Open Interest Caps
Open Interest and Skew caps are risk management mechanisms that set maximum limits on total position sizes and market imbalances to protect liquidity providers from excessive directional exposure.
Open Interest and Skew caps are essential risk management tools that limit the vault's exposure to directional market movements and prevent excessive concentration in any single direction. These caps protect liquidity providers from taking on too much counterparty risk while ensuring the protocol maintains balanced and sustainable market conditions. By implementing both absolute position limits and relative skew constraints, the system creates multiple layers of protection against market manipulation and extreme exposure scenarios.
Open Interest Caps
Open Interest (OI) caps set maximum limits on the total notional value of positions that can be held on each side of the market. These caps are denominated in USD to provide consistent risk limits regardless of the underlying asset's price fluctuations.
Each market enforces separate caps for long and short positions. The total dollar value of all long positions cannot exceed the maximum OI limit, and the same applies to short positions. These constraints are only checked when traders attempt to increase their position size, meaning existing positions can be closed regardless of the current OI levels.
Skew Caps
Skew caps limit the maximum net imbalance between long and short positions, preventing the vault from taking on excessive directional exposure. The skew represents the difference between total long and short open interest and can be either positive (more longs) or negative (more shorts).
The protocol enforces a maximum absolute skew limit, measured in USD terms. This means the net difference between long and short positions cannot exceed a predetermined threshold in either direction.
The skew cap operates as a "soft" limit with the following rules:
Skew Expansion: When the current skew is at maximum, traders cannot open position that expand the skew.
Skew Reduction: Positions that help balance the market are always permitted.
Position Closure: Users and liquidators can always close positions regardless of skew constraints.
Exceeding OI Limits
In certain situations, the current open interest may exceed the maximum OI limits due to:
Price Appreciation: As the underlying asset price increases, the dollar value of existing positions grows, potentially pushing total OI above the limit.
Governance Changes: When governance reduces the MaxOI risk parameter, existing positions may suddenly exceed the new lower limit.
When this occurs, the protocol activates an auto-deleveraging mechanism to reduce vault risk exposure. The system automatically closes the most profitable positions first, continuing until the open interest returns to acceptable levels.

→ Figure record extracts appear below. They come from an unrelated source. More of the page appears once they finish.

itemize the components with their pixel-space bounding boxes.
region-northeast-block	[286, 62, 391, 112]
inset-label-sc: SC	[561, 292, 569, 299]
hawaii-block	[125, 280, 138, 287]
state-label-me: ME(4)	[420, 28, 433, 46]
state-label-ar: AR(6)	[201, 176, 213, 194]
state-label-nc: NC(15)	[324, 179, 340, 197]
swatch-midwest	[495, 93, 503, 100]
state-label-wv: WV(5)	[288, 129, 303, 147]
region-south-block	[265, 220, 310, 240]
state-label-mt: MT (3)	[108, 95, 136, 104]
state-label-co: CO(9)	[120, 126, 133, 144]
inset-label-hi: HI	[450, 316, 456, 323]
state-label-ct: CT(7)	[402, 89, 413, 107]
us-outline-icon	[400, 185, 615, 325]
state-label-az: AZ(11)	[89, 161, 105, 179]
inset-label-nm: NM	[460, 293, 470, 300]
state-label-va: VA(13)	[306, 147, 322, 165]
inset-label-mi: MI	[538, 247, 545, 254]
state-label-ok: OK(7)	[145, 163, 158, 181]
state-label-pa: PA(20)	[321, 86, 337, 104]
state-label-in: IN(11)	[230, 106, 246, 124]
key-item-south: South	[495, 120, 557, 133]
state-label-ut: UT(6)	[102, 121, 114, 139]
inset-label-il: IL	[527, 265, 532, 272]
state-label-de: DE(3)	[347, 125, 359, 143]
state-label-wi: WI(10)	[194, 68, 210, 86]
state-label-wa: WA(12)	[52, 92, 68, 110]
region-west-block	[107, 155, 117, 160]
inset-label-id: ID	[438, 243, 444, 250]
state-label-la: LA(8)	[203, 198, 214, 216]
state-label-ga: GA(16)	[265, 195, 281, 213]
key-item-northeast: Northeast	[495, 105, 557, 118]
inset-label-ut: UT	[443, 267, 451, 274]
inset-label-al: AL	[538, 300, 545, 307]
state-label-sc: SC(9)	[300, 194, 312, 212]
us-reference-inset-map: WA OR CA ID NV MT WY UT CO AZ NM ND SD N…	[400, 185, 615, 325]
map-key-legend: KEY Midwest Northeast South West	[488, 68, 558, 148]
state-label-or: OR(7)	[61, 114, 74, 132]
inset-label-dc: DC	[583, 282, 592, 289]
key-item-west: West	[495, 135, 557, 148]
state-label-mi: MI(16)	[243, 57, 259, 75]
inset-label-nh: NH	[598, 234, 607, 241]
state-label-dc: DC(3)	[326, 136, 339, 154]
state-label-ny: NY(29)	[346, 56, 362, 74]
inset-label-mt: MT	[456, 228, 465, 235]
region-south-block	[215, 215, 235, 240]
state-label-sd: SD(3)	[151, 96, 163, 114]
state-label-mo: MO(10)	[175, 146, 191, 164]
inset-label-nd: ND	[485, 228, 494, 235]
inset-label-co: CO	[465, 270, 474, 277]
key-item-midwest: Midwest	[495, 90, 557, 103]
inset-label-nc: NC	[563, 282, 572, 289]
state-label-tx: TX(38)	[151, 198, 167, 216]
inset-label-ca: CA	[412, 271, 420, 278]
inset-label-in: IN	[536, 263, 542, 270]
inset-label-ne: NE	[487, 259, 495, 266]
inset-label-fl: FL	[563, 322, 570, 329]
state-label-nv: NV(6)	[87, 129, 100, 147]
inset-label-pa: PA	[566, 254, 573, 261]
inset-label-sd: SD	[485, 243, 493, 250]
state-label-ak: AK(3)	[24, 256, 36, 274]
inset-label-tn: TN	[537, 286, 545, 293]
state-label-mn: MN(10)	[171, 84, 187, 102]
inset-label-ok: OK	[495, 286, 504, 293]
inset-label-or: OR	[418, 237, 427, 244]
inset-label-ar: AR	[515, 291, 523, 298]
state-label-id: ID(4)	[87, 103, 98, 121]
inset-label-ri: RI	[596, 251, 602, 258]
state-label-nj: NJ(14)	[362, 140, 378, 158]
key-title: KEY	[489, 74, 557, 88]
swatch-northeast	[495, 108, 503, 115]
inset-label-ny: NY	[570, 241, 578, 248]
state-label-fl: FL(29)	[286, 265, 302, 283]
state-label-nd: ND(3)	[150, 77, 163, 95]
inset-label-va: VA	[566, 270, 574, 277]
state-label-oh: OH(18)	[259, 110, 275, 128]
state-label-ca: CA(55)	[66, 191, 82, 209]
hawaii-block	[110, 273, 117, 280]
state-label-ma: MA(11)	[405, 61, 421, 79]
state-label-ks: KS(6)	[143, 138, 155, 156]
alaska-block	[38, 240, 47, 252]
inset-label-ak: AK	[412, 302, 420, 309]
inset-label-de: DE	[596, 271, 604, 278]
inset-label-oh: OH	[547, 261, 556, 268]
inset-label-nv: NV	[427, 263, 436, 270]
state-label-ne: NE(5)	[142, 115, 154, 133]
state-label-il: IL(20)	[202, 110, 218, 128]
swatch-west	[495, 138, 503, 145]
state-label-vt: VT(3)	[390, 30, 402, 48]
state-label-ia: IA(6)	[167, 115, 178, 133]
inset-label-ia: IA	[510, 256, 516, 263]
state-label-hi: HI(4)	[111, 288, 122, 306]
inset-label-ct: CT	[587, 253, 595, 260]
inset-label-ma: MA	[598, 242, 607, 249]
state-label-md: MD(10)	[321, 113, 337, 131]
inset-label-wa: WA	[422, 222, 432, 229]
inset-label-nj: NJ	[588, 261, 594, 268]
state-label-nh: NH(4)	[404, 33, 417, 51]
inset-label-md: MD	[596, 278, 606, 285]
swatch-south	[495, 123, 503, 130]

Position Modification Constraints
When traders modify their positions, the system validates that the resulting market state remains within all caps. Constraints only apply when traders are increasing their position size in a given direction.
Risk Management Benefit
The combined OI and skew caps provide comprehensive risk management:
Absolute Exposure Limits: OI caps prevent the vault from taking on unlimited positions in any direction
Directional Risk Control: Skew caps limit net exposure to price movements
Market Stability: Caps prevent extreme imbalances that could destabilize the market
LP Protection: Liquidity providers face bounded counterparty risk
Manipulation Resistance: Large coordinated attempts to create extreme positions are blocked
These caps work alongside the funding rate and market impact mechanisms to create a multi-layered risk management system that maintains market balance while protecting all participants from excessive exposure.